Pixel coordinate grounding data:

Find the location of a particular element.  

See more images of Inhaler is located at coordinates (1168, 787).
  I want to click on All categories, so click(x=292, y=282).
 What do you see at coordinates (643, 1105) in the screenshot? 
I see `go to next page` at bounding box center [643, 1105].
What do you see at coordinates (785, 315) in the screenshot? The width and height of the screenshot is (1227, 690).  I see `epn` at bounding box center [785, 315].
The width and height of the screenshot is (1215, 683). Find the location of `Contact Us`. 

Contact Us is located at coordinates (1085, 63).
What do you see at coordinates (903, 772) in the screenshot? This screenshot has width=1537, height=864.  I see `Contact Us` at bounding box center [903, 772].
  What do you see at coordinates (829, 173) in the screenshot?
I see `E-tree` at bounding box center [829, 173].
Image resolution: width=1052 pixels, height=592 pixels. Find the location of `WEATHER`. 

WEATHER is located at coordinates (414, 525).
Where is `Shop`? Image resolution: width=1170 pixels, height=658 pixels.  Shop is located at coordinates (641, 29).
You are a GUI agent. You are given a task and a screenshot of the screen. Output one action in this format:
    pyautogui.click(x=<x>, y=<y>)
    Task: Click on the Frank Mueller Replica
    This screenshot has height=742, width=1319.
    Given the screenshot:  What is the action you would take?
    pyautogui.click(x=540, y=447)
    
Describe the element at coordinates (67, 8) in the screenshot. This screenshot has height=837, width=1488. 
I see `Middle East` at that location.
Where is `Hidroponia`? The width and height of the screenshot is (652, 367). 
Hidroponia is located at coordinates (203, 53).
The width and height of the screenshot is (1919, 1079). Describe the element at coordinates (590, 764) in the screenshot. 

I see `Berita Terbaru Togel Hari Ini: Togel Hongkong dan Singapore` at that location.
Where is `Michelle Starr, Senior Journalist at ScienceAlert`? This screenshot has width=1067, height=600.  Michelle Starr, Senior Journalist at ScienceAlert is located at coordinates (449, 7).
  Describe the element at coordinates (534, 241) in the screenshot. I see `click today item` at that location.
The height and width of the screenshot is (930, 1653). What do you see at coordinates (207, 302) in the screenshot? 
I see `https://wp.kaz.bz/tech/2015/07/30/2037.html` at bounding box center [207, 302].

(Task to carry out) Quote every entry exactly.

(Exercise response)
Find the location of a particular element.  

See more images of Inhaler is located at coordinates (1168, 787).
  I want to click on All categories, so click(x=292, y=282).
 What do you see at coordinates (643, 1105) in the screenshot? 
I see `go to next page` at bounding box center [643, 1105].
What do you see at coordinates (785, 315) in the screenshot? The width and height of the screenshot is (1227, 690).  I see `epn` at bounding box center [785, 315].
The width and height of the screenshot is (1215, 683). Find the location of `Contact Us`. 

Contact Us is located at coordinates (1085, 63).
What do you see at coordinates (903, 772) in the screenshot? This screenshot has width=1537, height=864.  I see `Contact Us` at bounding box center [903, 772].
  What do you see at coordinates (829, 173) in the screenshot?
I see `E-tree` at bounding box center [829, 173].
Image resolution: width=1052 pixels, height=592 pixels. Find the location of `WEATHER`. 

WEATHER is located at coordinates (414, 525).
Where is `Shop`? Image resolution: width=1170 pixels, height=658 pixels.  Shop is located at coordinates (641, 29).
You are a GUI agent. You are given a task and a screenshot of the screen. Output one action in this format:
    pyautogui.click(x=<x>, y=<y>)
    Task: Click on the Frank Mueller Replica
    This screenshot has height=742, width=1319.
    Given the screenshot:  What is the action you would take?
    pyautogui.click(x=540, y=447)
    
Describe the element at coordinates (67, 8) in the screenshot. This screenshot has height=837, width=1488. 
I see `Middle East` at that location.
Where is `Hidroponia`? The width and height of the screenshot is (652, 367). 
Hidroponia is located at coordinates (203, 53).
The width and height of the screenshot is (1919, 1079). Describe the element at coordinates (590, 764) in the screenshot. 

I see `Berita Terbaru Togel Hari Ini: Togel Hongkong dan Singapore` at that location.
Where is `Michelle Starr, Senior Journalist at ScienceAlert`? This screenshot has width=1067, height=600.  Michelle Starr, Senior Journalist at ScienceAlert is located at coordinates (449, 7).
  Describe the element at coordinates (534, 241) in the screenshot. I see `click today item` at that location.
The height and width of the screenshot is (930, 1653). What do you see at coordinates (207, 302) in the screenshot? 
I see `https://wp.kaz.bz/tech/2015/07/30/2037.html` at bounding box center [207, 302].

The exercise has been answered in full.